Physicians in the American Medical Association (AMA) also spoke out against the merger. The industry group argued the new company would drastically reduce competition in the pharmacy benefit management (PBM) market, resulting in higher drug prices for consumers.

In 2019, providers should be aware of the new “healthcare innovation company,” as CVS calls it. How the consumer-focused company will compete with providers could significantly impact patient volume and revenue.

Hackensack Meridian Health expands behavioral health through merger

New Jersey’s largest integrated health system Hackensack Meridian Health recently finalized a merger with a leading behavioral health provider in the state. Carrier Clinic based in Belle Mead, New Jersey will now be part of the health system’s network.

The health system called the deal a “rare partnership” between “a behavioral health provider and a multi-hospital network.”

Through the healthcare merger, Hackensack Meridian Health intends to bolster its mental health and addiction care services in light of growing emergency department visits for behavioral health issues and the opioid epidemic.

“We are writing a new chapter for the treatment of mental illness and substance use disorder as we integrate Carrier’s proven services into our network’s robust behavioral healthcare,’’ Robert C. Garrett, CEO of Hackensack Meridian Health, said in the announcement. “We must truly integrate behavioral health into healthcare and expand treatment options as our state battles a heroin epidemic that has claimed too many lives and devastated so many families.’’

The health system and behavioral health provider plan to improve care for patients by opening new addiction treatment centers, offering urgent care centers with behavioral health services on site, and coordinating physical and behavioral health for patients.
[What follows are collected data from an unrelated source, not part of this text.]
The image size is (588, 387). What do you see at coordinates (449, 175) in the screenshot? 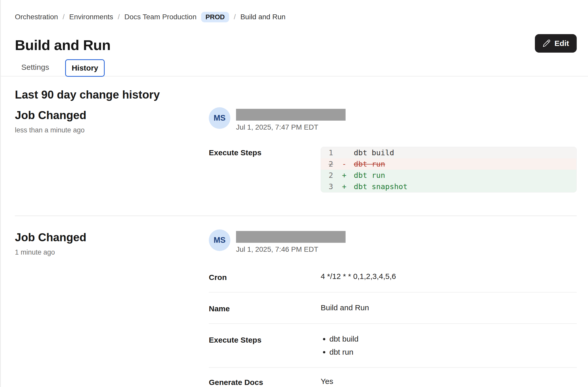
I see `diff-line-added: 2 +dbt run` at bounding box center [449, 175].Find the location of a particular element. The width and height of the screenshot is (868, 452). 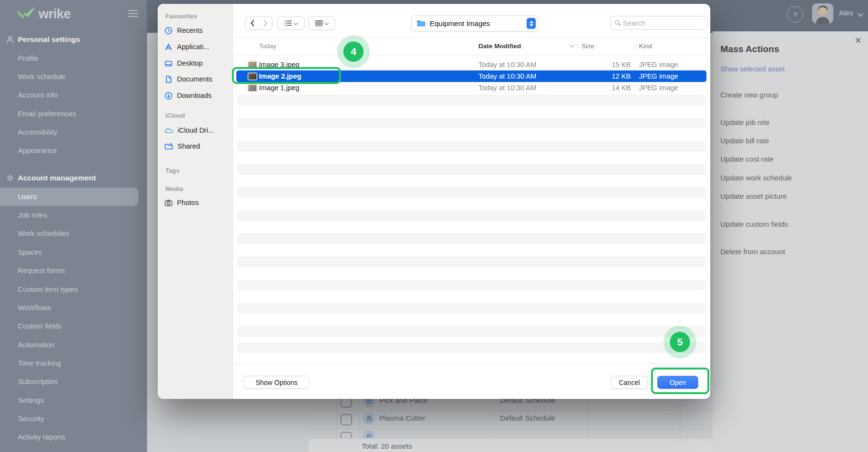

location-dropdown: Equipment Images is located at coordinates (475, 23).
With hospital costs nearing $2 billion for opioid overdose care, more providers may be seeking closer alignment with behavioral health providers. Health reforms such as value-based care will also push providers to treat the whole patient and not just their physical health to improve health outcomes and the bottom line.

Dignity Health and Catholic Health Initiatives still merging

The anticipated merger between Dignity Health in California and Catholic Health Initiatives in Colorado made the 2018 list of top hospital merger deals. But with no final merger announcement, the deal is also slipping onto the 2019 list.

The Catholic health systems signed a definitive agreement to merge in December 2017 with the goal of closing the deal by the end of 2018. In 2018, the merger deal also received Vatican and state approval albeit with some caveats from California’s Department of Justice.

However, the systems agreed to push back the closing date to Jan. 31, 2019 to “finalize the last steps to bring our operations together and to combine our ministries, including the completion of licenses, certifications and other administrative items,” the health systems stated.

The systems intend to create CommonSpirit Health, a 139-hospital system with over 700 care sites in 28 states. The combined system would also bring in nearly $30 billion in revenue.

Healthcare mergers are seemingly here to stay. Providers, payers, and healthcare companies are rapidly consolidating to survive in a competitive and changing economy.

2019 will surely bring its own batch of healthcare merger proposals and finalizations. But providers should anticipate federal and state scrutiny to increase in the coming year as policymakers and stakeholder question whether healthcare M&A is truly beneficial to the consumer.